Synthetic Identity Fraud Increases
The use of synthetic identities in a wide variety of fraud schemes is nothing new, but in 2025, the types of AI tools that bolstered scams in 2024 through deepfakes, image, document and text generation and automation, will be applied to the creation and use of synthetic identities in fraud schemes targeting government and private organizations at a higher rate. This will likely stem, at least in part, from a combination of the previous two trends; as scams targeting individuals and enhanced by AI become less effective, the criminal organizations orchestrating them will put those resources to use creating and deploying synthetic individual and business identities to carry out new account frauds, loan frauds, government benefit frauds, invoice frauds and more.
It has never been easier for fraudsters to create convincing fraudulent persons or organizations and do so at a rate that will likely overwhelm the preventive and detective controls that organizations have in place. Anti-fraud professionals involved in the prevention and detection of synthetic identity fraud schemes will need to stay on their toes all of 2025 and be ready to update controls and fraud risk management frameworks regularly to adapt to the increasing and evolving threat.
Financial Institutions, Money Service Businesses and Telecommunications Companies Can Expect Increased Blame
The practically unfathomable volumes of fraud revenues described thus far in this and last years’ trends blogs are understandably being accompanied by a general inclination to find new places to point fingers in blame. With resource limitations for investigation and prosecution plus a lack of will (or complicity), there is only so much that authorities can do on their own to stop fraud risks.
Since fraud revenues generally have to pass through financial institutions and/or money service businesses at some point, while fraudsters also have to utilize telecommunications networks for the emails, chats, calls and messages that target victims, these types of businesses will likely face increased pressure from governments, regulators and victims to help stem the flow of fraud through their operations.
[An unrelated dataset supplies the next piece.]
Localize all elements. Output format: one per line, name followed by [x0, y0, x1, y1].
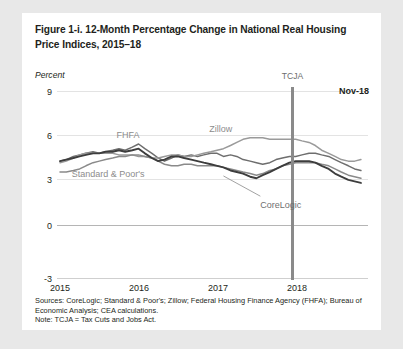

Examples of what this could look like include
Singapore’s brand-new scam liability framework for telecommunication companies and banks, civil suits from scam victims against financial institutions for not doing enough to prevent fraud, such as a
recent suit filed by a pig butchering victim. Additionally, regulators could impose additional requirements related to fraud detection and prevention on financial institutions alongside well-established anti-money laundering (AML), combating the financing of terrorism (CFT) and know-your-customer (KYC) requirements.
Anti-Fraud Professional Job Landscape Shifts
What it looks like to be an anti-fraud professional and where those anti-fraud professionals work could look a lot different by the end of 2025. Regime/administration changes in many countries worldwide, including the U.S., is likely to result in many anti-fraud professionals leaving government positions (voluntarily or otherwise) and entering the private sector, which will have them facing different sets of risks and tasks.
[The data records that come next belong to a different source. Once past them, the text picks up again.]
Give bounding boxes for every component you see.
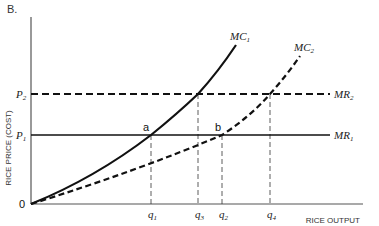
- p2-label: P2: [15, 88, 27, 102]
- x-axis-label: RICE OUTPUT: [306, 216, 360, 225]
- quantity-guides: [151, 94, 270, 204]
- mr1-label: MR1: [333, 129, 353, 143]
- y-axis-label: RICE PRICE (COST): [4, 110, 13, 186]
- p1-label: P1: [15, 129, 26, 143]
- mc1-label: MC1: [229, 30, 250, 44]
- point-a-label: a: [143, 121, 150, 133]
- economics-diagram: B. RICE PRICE (COST) RICE OUTPUT 0 P2 P1…: [0, 0, 379, 226]
- origin-label: 0: [19, 198, 25, 210]
- axes: [31, 17, 363, 204]
- mc2-label: MC2: [293, 41, 315, 55]
- q3-label: q3: [195, 208, 205, 222]
- point-b-label: b: [215, 121, 221, 133]
- mr2-label: MR2: [333, 88, 354, 102]
- q4-label: q4: [267, 208, 277, 222]
- q1-label: q1: [148, 208, 157, 222]
- mc2-curve: [31, 56, 300, 204]
- mc1-curve: [31, 45, 236, 204]
- q2-label: q2: [219, 208, 229, 222]
- panel-label: B.: [7, 3, 17, 15]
Simultaneously, the increasing fraud risks facing the private and public sectors are being met with an increased appetite/demand for technological solutions (especially those based on or incorporating AI) that will complement human efforts, which will require many anti-fraud professionals to learn how to best utilize and work alongside these tools.
Anti-fraud professionals should place additional emphasis in 2025 on learning about emerging anti-fraud technologies and how they work to stand out in what will likely be a competitive job market.